According to the editors there aren’t a lot of letters in the Exegesis from here on out. Dick’s notes often lack context when he’s not explaining things directly to anyone but himself, but I’ll do my best to makes sense of what he’s talking about.
When European explorers first visited tribes in the 1600s they noticed religious beliefs strikingly similar to Christianity even though those cultures had never encountered it before. Dick calls this the “Logos Effect.” Something must be universally providing these salvation ideas to every race.
Dick revisits the time theory of Dr. NK (aka Nikolai Kozyrev), the Soviet astrophysicist first mentioned in a letter to Claudia Bush on February 16, 1975. Dr. NK’s time theory resembles the ideas in Ubik so much that Dick says this is an example of the “Logos Effect” since he wrote Ubik in 1968, the same year Dr. NK’s theories were published in English.

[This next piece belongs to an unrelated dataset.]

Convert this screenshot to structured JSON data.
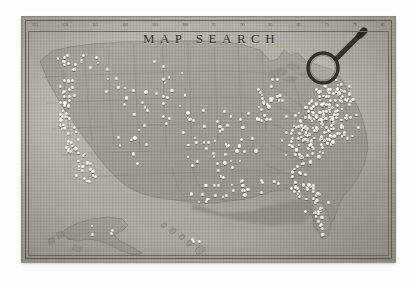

Another possibility though is that he was telepathically contacted by the Soviets at that time. Did it work? He wonders if it failed since he developed a dislike for the Soviets. Maybe his ideas for Ubik came from a combination of both the “Logos Effect” and Soviet telepathic communication.
Dr. NK’s theory involves the ability of information to be transferred to people via time. In a sense Dr. NK rediscovered what the Logos was already doing.
After a digression about a dream involving an entity named James-James Dick speculates about time splitting and reality realigning according to the plan of the Logos.